Isa 9:6 – Everlasting Father – sermon notes
The relationship between the OT and NT is that of promise and fulfilment. See Mt 1:22; 2:5, 17, 23, 3:3; 4:14.
Here is one of the most celebrated of the Messianic prophecies.
‘For to us a child is born, to us a son is given, and the government will be on his shoulders. And he will be called Wonderful Counsellor, Mighty God, Everlasting Father, Prince of Peace.’ The third of these is, perhaps, the most puzzling. In what sense is it possible to call the Son of God the “Everlasting Father”?
1. We expect a father to have children. Does Christ have children? Isa 8:18/Heb 2:13 – “Here am I, and the children God has given me”. Isa 53:10 – “He will see his offspring”. Now, as an ‘Everlasting Father’, the life that Christ gives to his offspring is an everlasting life. Jn 10:28, “I give them eternal life, and they shall never perish; no one can snatch them out of my hand.”
2. We expect a father to resemble his children. Does Christ resemble his children? Heb 2:14 – Christ, the ‘author’ of our salvation, resembles us in our humanity: ‘Since the children have flesh and blood, he too shared in their humanity’.
But also, the children resemble the father. This is an ongoing process. The teaching of Paul (2 Cor 3:18) is that we ‘are being transformed into [Christ’s] likeness with ever-increasing glory.’ But it is also an eternal destiny: 1 Jn 3:2 ‘Dear friends, now we are children of God, and what we will be has not yet been made known. But we know that when [Christ] appears, we shall be like him, for we shall see him as he is.’
3. We expect a father to love his children. Does Christ love his children? Jn 15:9 – “As the Father has loved me, so have I loved you.” How has the Father loved the Son? – without measure, without change, and without end. It is an everlasting love. Rom 8:35ff ‘Who shall separate us from the love of Christ? Shall trouble or hardship or persecution or famine or nakedness or danger or sword? As it is written: “For your sake we face death all day long; we are considered as sheep to be slaughtered.” No, in all these things we are more than conquerors through him who loved us. For I am convinced that neither death nor life, neither angels nor demons, neither the present nor the future, nor any powers, neither height nor depth, nor anything else in all creation, will be able to separate us from the love of God that is in Christ Jesus our Lord.’
Think of how it would be if these two words were missing from Isaiah’s prophecy; if we had a Wonderful Counsellor, a Mighty God, a Prince of Peace, but no Everlasting Father. What a revelation (for those who view God as distant and impersonal); what a consolation (for those who are feeling fatherless in this world); what an invitation (for those who are seeking the Saviour, but are unsure what kind of reception they will get)!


• **PROBLEM**:
Would you repeat the listing exactly, without any of its images?
▼
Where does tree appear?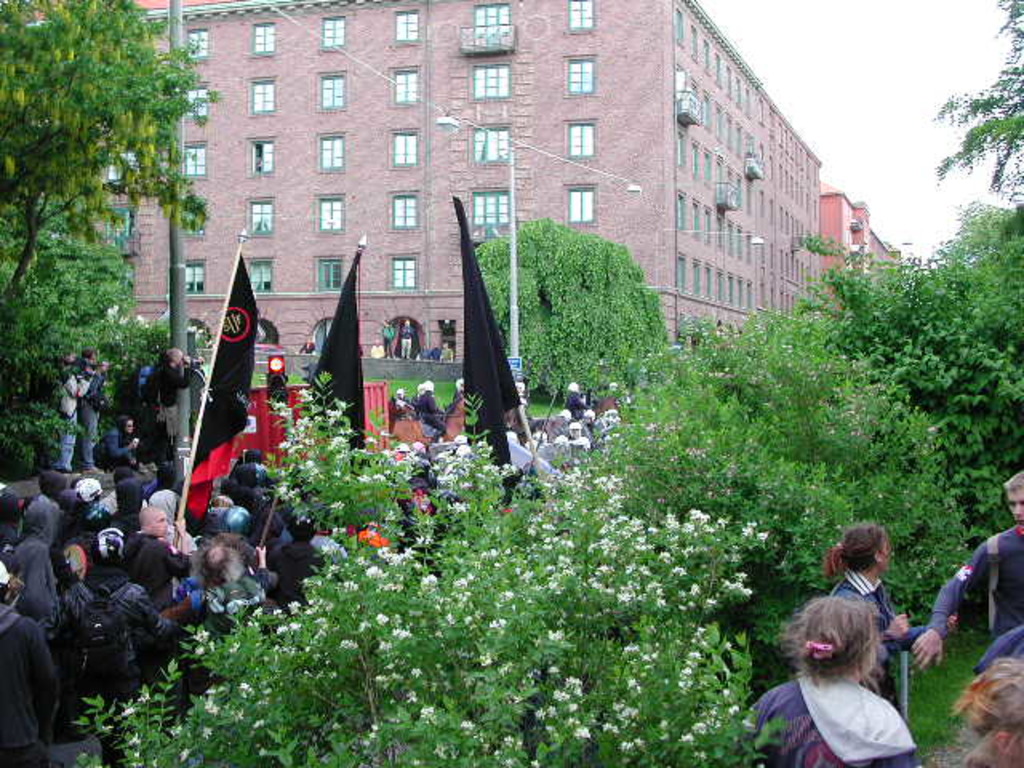
Appears at 597/294/978/643.
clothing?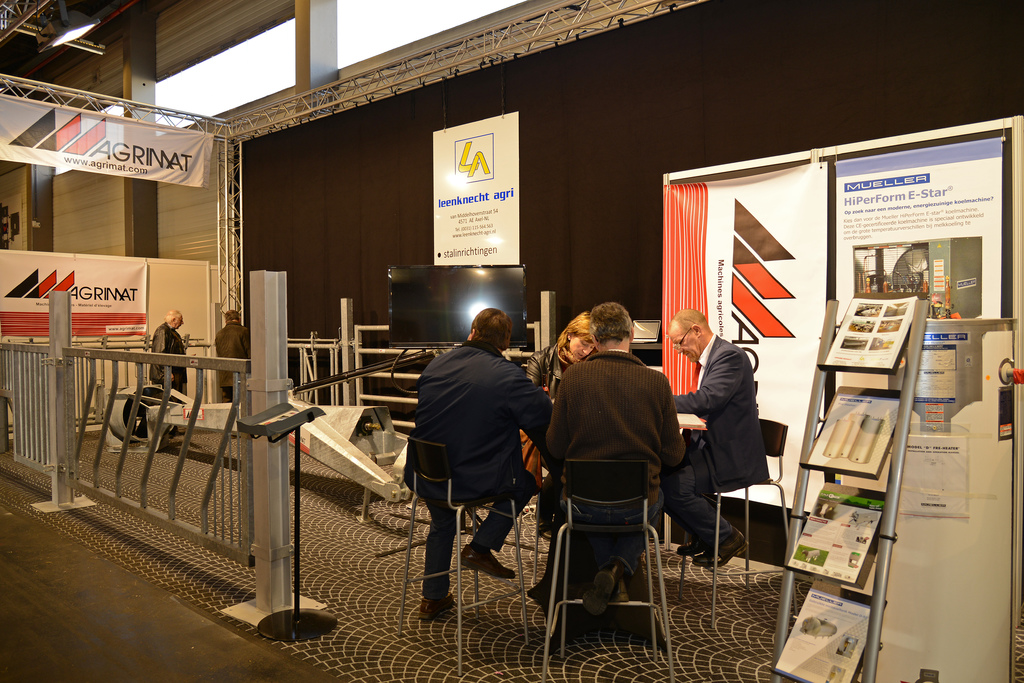
bbox=[659, 334, 773, 549]
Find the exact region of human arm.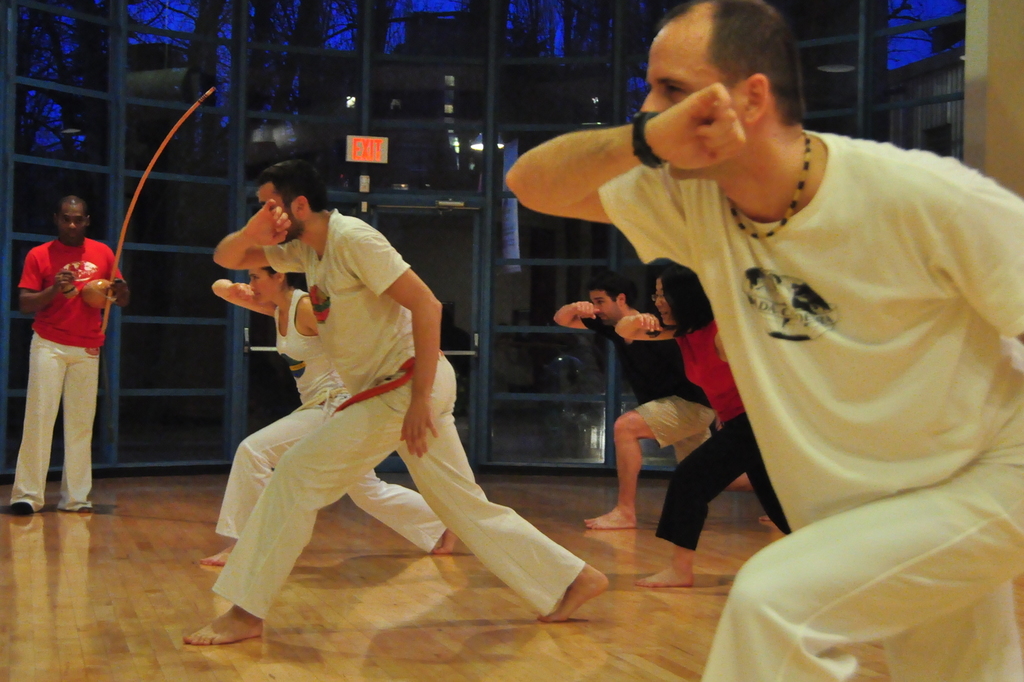
Exact region: <box>15,250,70,316</box>.
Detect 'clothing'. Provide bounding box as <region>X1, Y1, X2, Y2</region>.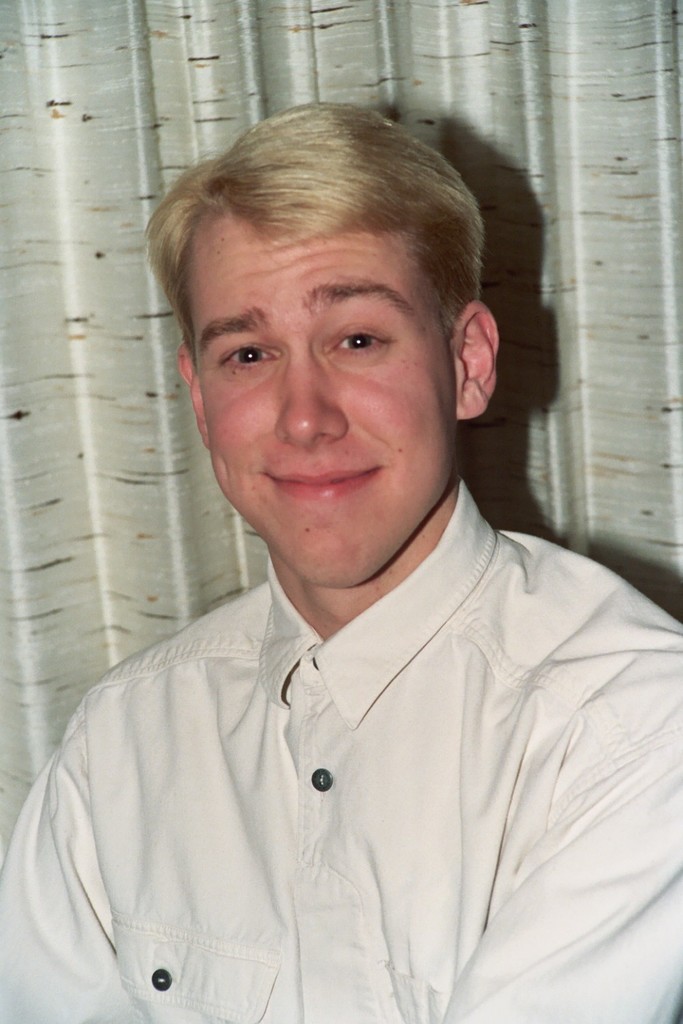
<region>16, 390, 665, 990</region>.
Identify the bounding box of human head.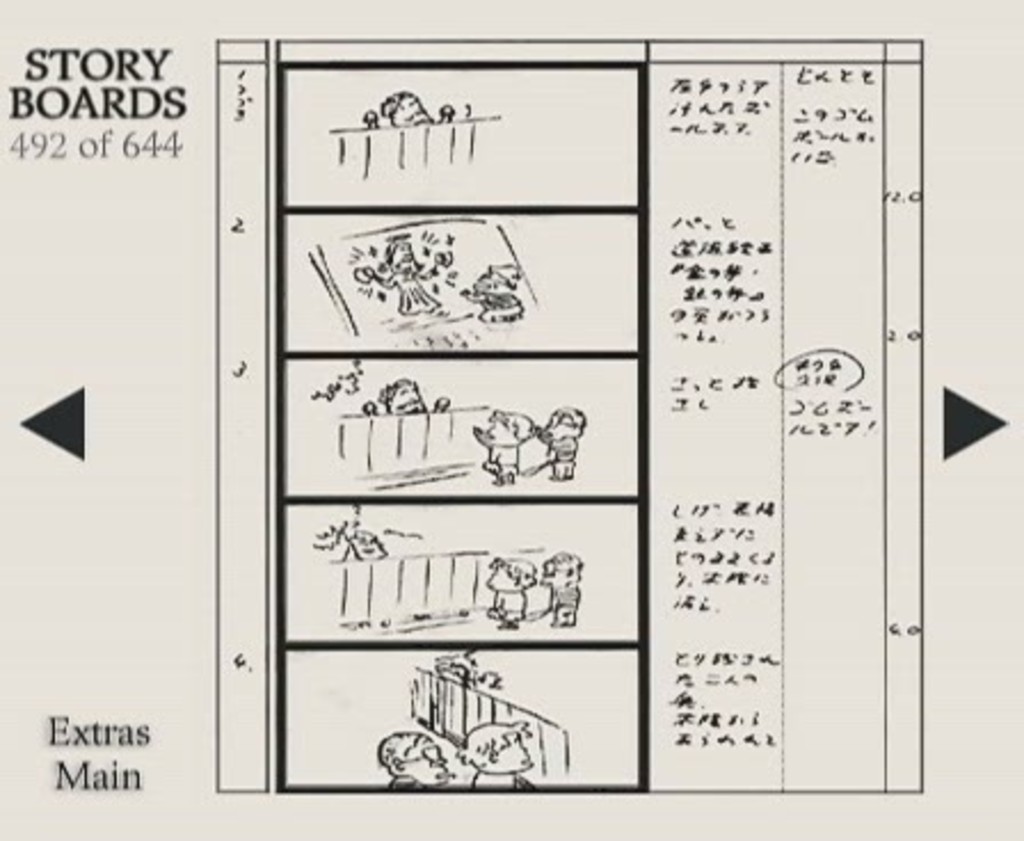
x1=377, y1=91, x2=437, y2=123.
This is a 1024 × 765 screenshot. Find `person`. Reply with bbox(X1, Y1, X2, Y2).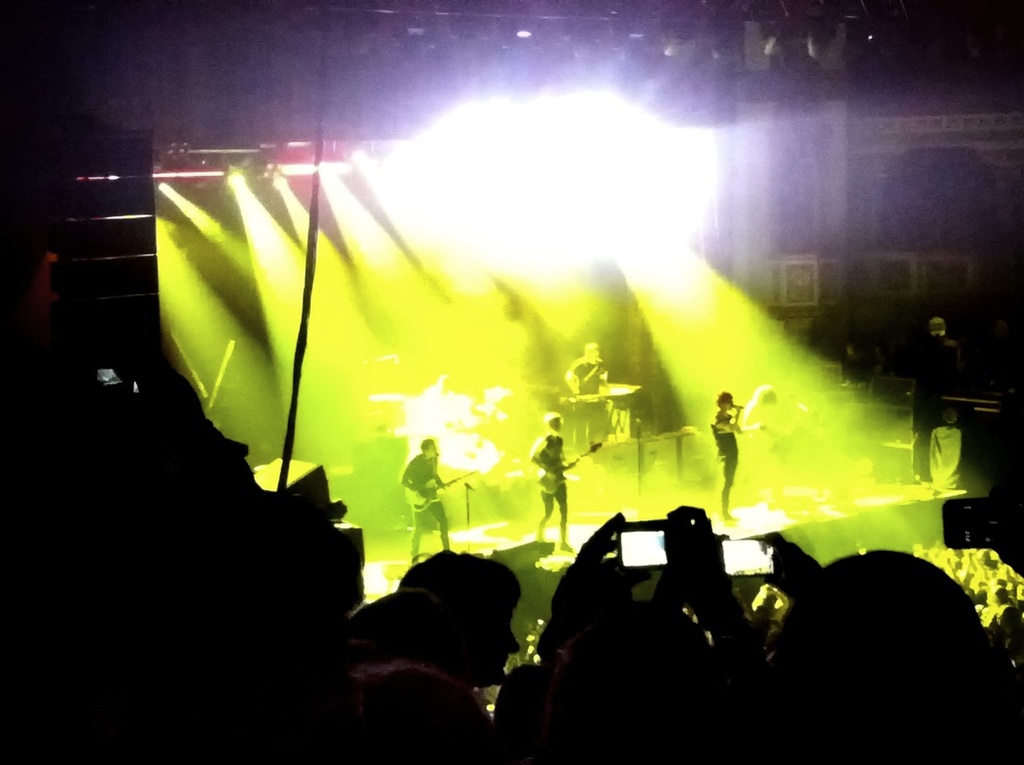
bbox(401, 435, 449, 564).
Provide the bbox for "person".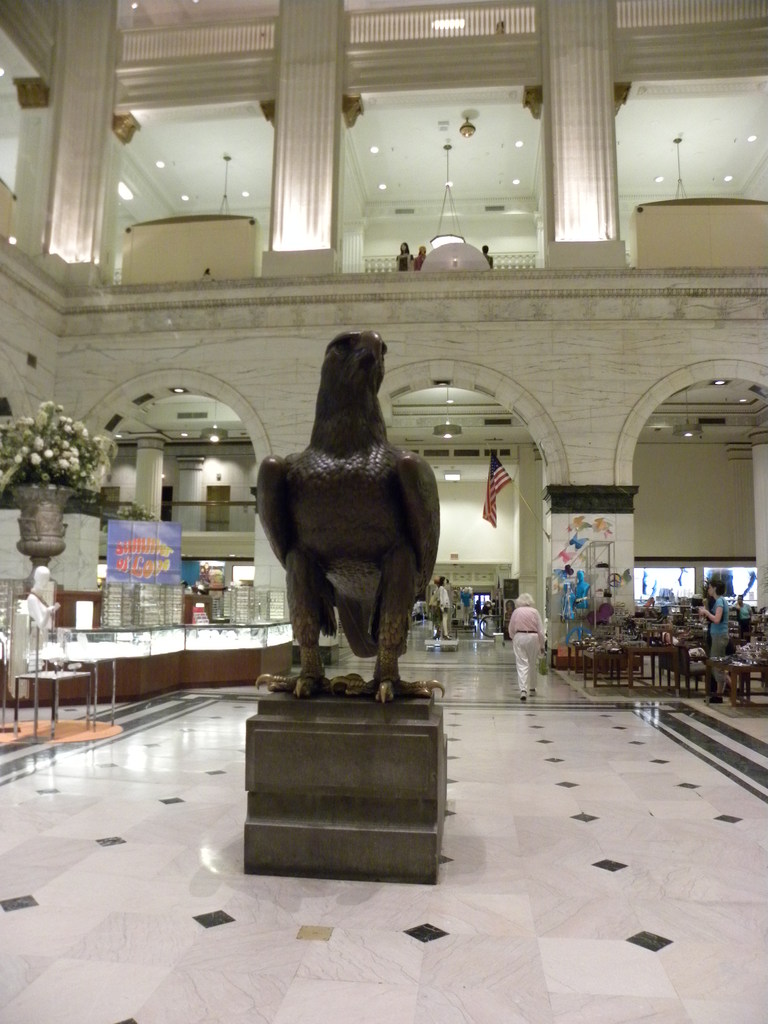
pyautogui.locateOnScreen(737, 588, 758, 642).
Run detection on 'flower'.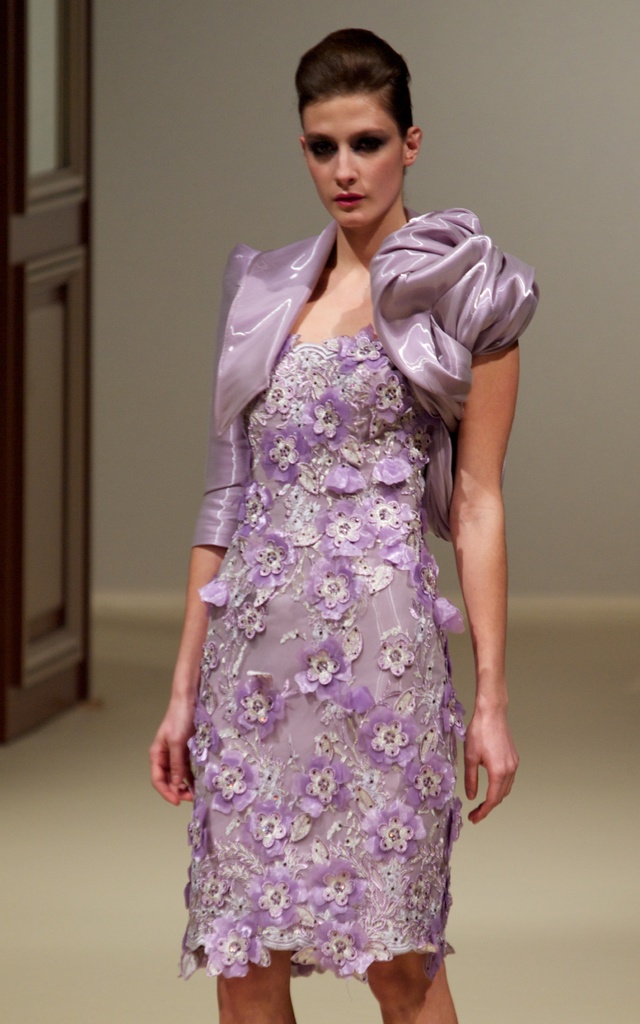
▲
• **ANSWER**:
Where does tree appear?
Appears at 597/294/978/643.
clothing?
bbox=[659, 334, 773, 549]
Find the exact region of human arm.
Exact region: <box>15,250,70,316</box>.
Detect 'clothing'. Provide bounding box as <region>X1, Y1, X2, Y2</region>.
<region>16, 390, 665, 990</region>.
Identify the bounding box of human head.
x1=377, y1=91, x2=437, y2=123.
This is a 1024 × 765 screenshot. Find `person`. Reply with bbox(X1, Y1, X2, Y2).
bbox(401, 435, 449, 564).
Provide the bbox for "person".
pyautogui.locateOnScreen(737, 588, 758, 642).
Run detection on 'flower'.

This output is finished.